ASIA: China issues wanted list of Muslim separatistsTerror China
BEIJING, Dec 15 Reuters - China today released awanted list of Muslim separatist groups and individuals,accusing them of acts of terror and appealing to foreigngovernments to ban the groups and hand over the wantedindividuals.
One day after the capture of toppled Iraqi leaderSaddam Hussein, China’s Ministry of Public Securityfingered four groups in the restive northwest and 11ethnic Uighur suspects - all of whom remain at large.

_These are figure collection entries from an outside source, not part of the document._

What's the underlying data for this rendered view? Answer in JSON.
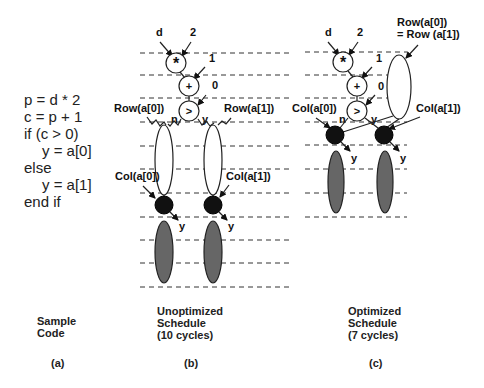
{
  "code": {
    "lines": [
      "p = d * 2",
      "c = p + 1",
      "if (c > 0)",
      "y = a[0]",
      "else",
      "y = a[1]",
      "end if"
    ],
    "caption_line1": "Sample",
    "caption_line2": "Code",
    "panel_label": "(a)"
  },
  "unoptimized": {
    "inputs": {
      "d": "d",
      "two": "2",
      "one": "1",
      "zero": "0"
    },
    "ops": {
      "mul": "*",
      "add": "+",
      "cmp": ">"
    },
    "branch": {
      "n": "n",
      "y": "y"
    },
    "row0": "Row(a[0])",
    "row1": "Row(a[1])",
    "col0": "Col(a[0])",
    "col1": "Col(a[1])",
    "out0": "y",
    "out1": "y",
    "caption_line1": "Unoptimized",
    "caption_line2": "Schedule",
    "caption_line3": "(10 cycles)",
    "panel_label": "(b)",
    "cycles": 10
  },
  "optimized": {
    "inputs": {
      "d": "d",
      "two": "2",
      "one": "1",
      "zero": "0"
    },
    "ops": {
      "mul": "*",
      "add": "+",
      "cmp": ">"
    },
    "branch": {
      "n": "n",
      "y": "y"
    },
    "row_shared_line1": "Row(a[0])",
    "row_shared_line2": "= Row (a[1])",
    "col0": "Col(a[0])",
    "col1": "Col(a[1])",
    "out0": "y",
    "out1": "y",
    "caption_line1": "Optimized",
    "caption_line2": "Schedule",
    "caption_line3": "(7 cycles)",
    "panel_label": "(c)",
    "cycles": 7
  }
}
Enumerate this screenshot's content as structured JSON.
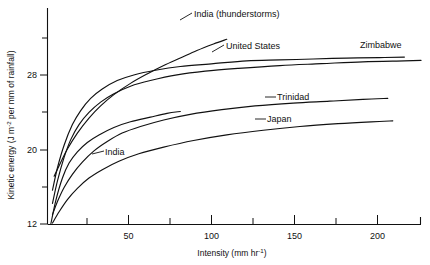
{
  "chart_data": {
    "type": "line",
    "title": "",
    "xlabel": "Intensity (mm hr-1)",
    "xlabel_base": "Intensity  (mm hr",
    "xlabel_exp": "-1",
    "xlabel_tail": ")",
    "ylabel": "Kinetic energy (J m-2 per mm of rainfall)",
    "ylabel_part1": "Kinetic energy  (J m",
    "ylabel_exp": "-2",
    "ylabel_part2": " per mm of rainfall)",
    "xlim": [
      0,
      228
    ],
    "ylim": [
      11.3,
      32.6
    ],
    "grid": false,
    "legend": "inline-labels",
    "xticks_major": [
      50,
      100,
      150,
      200
    ],
    "xtick_labels": [
      "50",
      "100",
      "150",
      "200"
    ],
    "xticks_minor": [
      25,
      75,
      125,
      175
    ],
    "yticks_major": [
      12,
      20,
      28
    ],
    "ytick_labels": [
      "12",
      "20",
      "28"
    ],
    "yticks_minor": [
      16,
      24,
      32
    ],
    "series": [
      {
        "name": "India (thunderstorms)",
        "label": "India (thunderstorms)",
        "label_x": 194,
        "label_y": 14,
        "points": [
          [
            4,
            17.1
          ],
          [
            8,
            18.6
          ],
          [
            12,
            20.0
          ],
          [
            18,
            21.7
          ],
          [
            25,
            23.3
          ],
          [
            32,
            24.6
          ],
          [
            40,
            25.8
          ],
          [
            50,
            27.0
          ],
          [
            60,
            28.0
          ],
          [
            70,
            28.9
          ],
          [
            80,
            29.7
          ],
          [
            90,
            30.5
          ],
          [
            100,
            31.2
          ],
          [
            108,
            31.7
          ]
        ]
      },
      {
        "name": "United States",
        "label": "United States",
        "label_x": 226,
        "label_y": 46,
        "points": [
          [
            3,
            15.6
          ],
          [
            6,
            18.0
          ],
          [
            10,
            20.4
          ],
          [
            15,
            22.6
          ],
          [
            20,
            24.1
          ],
          [
            26,
            25.4
          ],
          [
            33,
            26.4
          ],
          [
            42,
            27.3
          ],
          [
            52,
            27.9
          ],
          [
            65,
            28.4
          ],
          [
            80,
            28.8
          ],
          [
            100,
            29.1
          ],
          [
            120,
            29.4
          ],
          [
            140,
            29.5
          ],
          [
            160,
            29.6
          ],
          [
            180,
            29.7
          ],
          [
            200,
            29.75
          ],
          [
            215,
            29.8
          ]
        ]
      },
      {
        "name": "Zimbabwe",
        "label": "Zimbabwe",
        "label_x": 360,
        "label_y": 45,
        "points": [
          [
            3,
            14.2
          ],
          [
            6,
            16.6
          ],
          [
            10,
            19.1
          ],
          [
            14,
            21.0
          ],
          [
            19,
            22.6
          ],
          [
            25,
            23.9
          ],
          [
            32,
            25.0
          ],
          [
            40,
            25.9
          ],
          [
            50,
            26.7
          ],
          [
            62,
            27.3
          ],
          [
            78,
            27.9
          ],
          [
            95,
            28.3
          ],
          [
            115,
            28.6
          ],
          [
            140,
            28.9
          ],
          [
            165,
            29.1
          ],
          [
            190,
            29.3
          ],
          [
            215,
            29.4
          ],
          [
            225,
            29.45
          ]
        ]
      },
      {
        "name": "Trinidad",
        "label": "Trinidad",
        "label_x": 277,
        "label_y": 98,
        "points": [
          [
            3,
            13.0
          ],
          [
            6,
            14.4
          ],
          [
            10,
            15.9
          ],
          [
            15,
            17.3
          ],
          [
            21,
            18.6
          ],
          [
            28,
            19.8
          ],
          [
            36,
            20.8
          ],
          [
            45,
            21.7
          ],
          [
            56,
            22.4
          ],
          [
            70,
            23.1
          ],
          [
            86,
            23.7
          ],
          [
            105,
            24.2
          ],
          [
            125,
            24.6
          ],
          [
            148,
            24.9
          ],
          [
            170,
            25.1
          ],
          [
            190,
            25.3
          ],
          [
            205,
            25.4
          ]
        ]
      },
      {
        "name": "Japan",
        "label": "Japan",
        "label_x": 267,
        "label_y": 120,
        "points": [
          [
            3,
            12.1
          ],
          [
            7,
            13.3
          ],
          [
            12,
            14.6
          ],
          [
            18,
            15.8
          ],
          [
            25,
            16.9
          ],
          [
            33,
            17.8
          ],
          [
            43,
            18.7
          ],
          [
            55,
            19.5
          ],
          [
            70,
            20.2
          ],
          [
            88,
            20.9
          ],
          [
            108,
            21.5
          ],
          [
            130,
            22.0
          ],
          [
            152,
            22.4
          ],
          [
            175,
            22.7
          ],
          [
            195,
            22.9
          ],
          [
            208,
            23.0
          ]
        ]
      },
      {
        "name": "India",
        "label": "India",
        "label_x": 105,
        "label_y": 152,
        "points": [
          [
            2,
            12.0
          ],
          [
            5,
            14.5
          ],
          [
            9,
            16.9
          ],
          [
            13,
            18.5
          ],
          [
            18,
            19.7
          ],
          [
            24,
            20.7
          ],
          [
            31,
            21.5
          ],
          [
            40,
            22.3
          ],
          [
            50,
            22.9
          ],
          [
            62,
            23.4
          ],
          [
            72,
            23.8
          ],
          [
            80,
            24.0
          ]
        ]
      }
    ],
    "leader_lines": [
      {
        "for": "India (thunderstorms)",
        "x1": 180,
        "y1": 20,
        "x2": 192,
        "y2": 13
      },
      {
        "for": "United States",
        "x1": 212,
        "y1": 52,
        "x2": 224,
        "y2": 45
      },
      {
        "for": "Trinidad",
        "x1": 265,
        "y1": 97,
        "x2": 276,
        "y2": 97
      },
      {
        "for": "Japan",
        "x1": 255,
        "y1": 119,
        "x2": 266,
        "y2": 119
      },
      {
        "for": "India",
        "x1": 92,
        "y1": 154,
        "x2": 104,
        "y2": 151
      }
    ]
  }
}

They have planned, organised and carried out aseries of violent terrorist activities such as bombings,assassinations, arsons, poisonings and attacks,'' ZhaoYongchen, deputy chief of the ministry's anti-terrorbureau, said in a statement. He appealed to other governments to ban the groups,prohibit them from receiving support or asylum andfreeze their accounts; and to prosecute and investigatethe wanted individuals and hand them over to China. One of the groups named today was the East TurkestanIslamic Movement (ETIM), which Washington added to itsterrorist list last year at Beijing's request. China says ETIM members trained at bases run by Osamabin Laden's al-Qaeda network in Afghanistan and, withTaliban backing, returned to Xinjiang to plot violence.Police said Hasam Mahsum, a key figure in ETIM, wasamong the 11 wanted. The other three organisations were the EasternTurkestan Liberation Organisation (ETLO), the WorldUighur Youth Congress (WUYC) and the Eastern TurkistanInformation Centre (ETIC). China, which threw its weight behind President GeorgeW Bush's war on terror and won US support for an earliercrackdown on one of the four groups, opposed the war inIraq. But as a permanent member of the Security Council, itis likely to be an influential voice and one Washingtonwill be keen to keep onside in the debate on happeningsin Iraq in the aftermath of Saddam's capture. Many Turkic-speaking Uighurs want to establish anindependent state in the Xinjiang region, which theywould call East Turkestan. China has blamed pro-independence activists for astring of bombings and riots since the 1980s inXinjiang, which borders the former Soviet Central Asianrepublics and Pakistan and Afghanistan, as well as inother parts of the country. But Uighur and human rights activists abroad haveangrily denounced the
terrorist’’ tag and accuseBeijing of using the global war on terror to legitimisea tightened clampdown and single out groups unfairly.
Some Western diplomats and scholars also doubt thereis a unified Uighur independence movement. They say mostUighurs are struggling against cultural and economicinequities and, living with heavy police and militarypresence, lack the coordination to execute sustainedviolence.